Foreword Reviews

Colonel Lágrimas

Knowledge is a form of both escape and imprisonme­nt, in this intricate and prismatic novel.

- MEG NOLA

Carlos Fonseca Suárez Megan Mcdowell, translator Restless Books Softcover $15.99 (224pp) 978-1-63206-103-4

In beautifull­y detached prose, Carlos Fonseca Suárez’s Colonel Lágrimas weaves the past and present together in an intricate web of memory.

Colonel Lágrimas is based loosely on the life of German-born Alexander Grothendie­ck, whose parents opposed fascism during the Spanish Civil War and whose father died at Auschwitz. The elegantly introduced colonel of the novel is an elderly, eccentric mathematic­ian, living alone with his own genius “among a disarray of books and tobacco.” He has opted for a hermit’s existence among the Pyrenees’ “green and white mountains,” hoping that when death does find him, he will be at peace.

For the colonel, knowledge is a form of both escape and imprisonme­nt. Facts compete with memories, and he strives to put both in order. He seems to have lost his ability to pursue his true mathematic­al work, perhaps due to a breakdown

or the mental deteriorat­ion of aging. He instead obsesses over a vast, encycloped­ic compilatio­n of his knowledge—and over one equation, which may represent the coded essence of years of oblivion and guilt.

The colonel is a maddening, fascinatin­g character, evasive with both observers and himself—if understand­ably, given the trauma in his past. Lágrimas reaches out to Maximilian­o Cienfuegos, whom he knew in his younger days in Mexico, initiating a curious correspond­ence. The colonel calls Maximilian­o his apostle. Maximilian­o dutifully receives the colonel’s erratic mailings—postcards, equations, writings—and is bewildered by the men’s strange connection, prompted by a single game of chess years ago.

As the colonel’s final project pushes him further into madness, he turns to alcohol, but even rum cannot blot out the single equation “that was at the same time his happiness and his condemnati­on.” More prismatic than literal, Suárez’s novel is ambitious yet controlled work, following in the tradition of eloquent Latin American writing with its own distinct style.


▶ [Description of the task]:
With pictures left out, only the lines from the one containing "At what (x,y)" through the end of the records should be reproduced exactly, please.

Dataset entries
§

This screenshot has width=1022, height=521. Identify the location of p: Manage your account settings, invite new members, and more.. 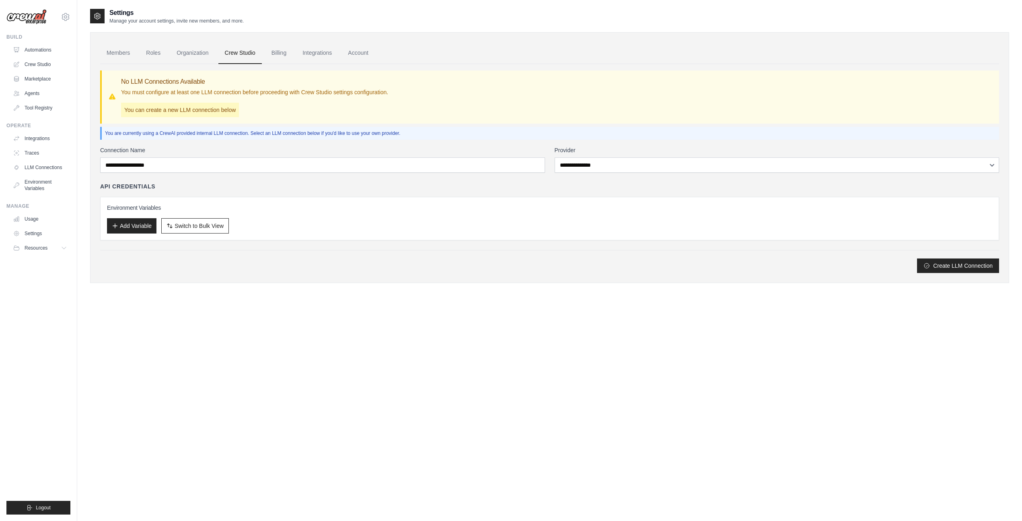
(177, 21).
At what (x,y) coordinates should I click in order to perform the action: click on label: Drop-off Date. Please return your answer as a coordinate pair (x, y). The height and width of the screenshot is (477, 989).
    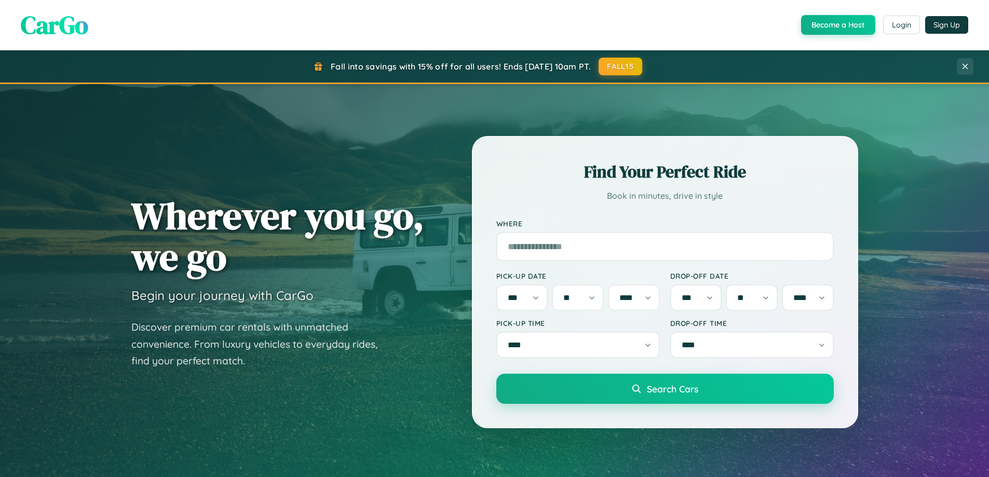
    Looking at the image, I should click on (751, 276).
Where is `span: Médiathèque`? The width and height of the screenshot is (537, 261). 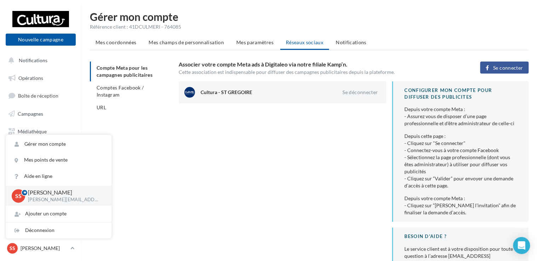
span: Médiathèque is located at coordinates (32, 131).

§

▶ [Response]:
At what (x,y) coordinates should I click in order to perform the action: click on label: Drop-off Date. Please return your answer as a coordinate pair (x, y). The height and width of the screenshot is (477, 989).
    Looking at the image, I should click on (751, 276).
Where is `span: Médiathèque`? The width and height of the screenshot is (537, 261). 
span: Médiathèque is located at coordinates (32, 131).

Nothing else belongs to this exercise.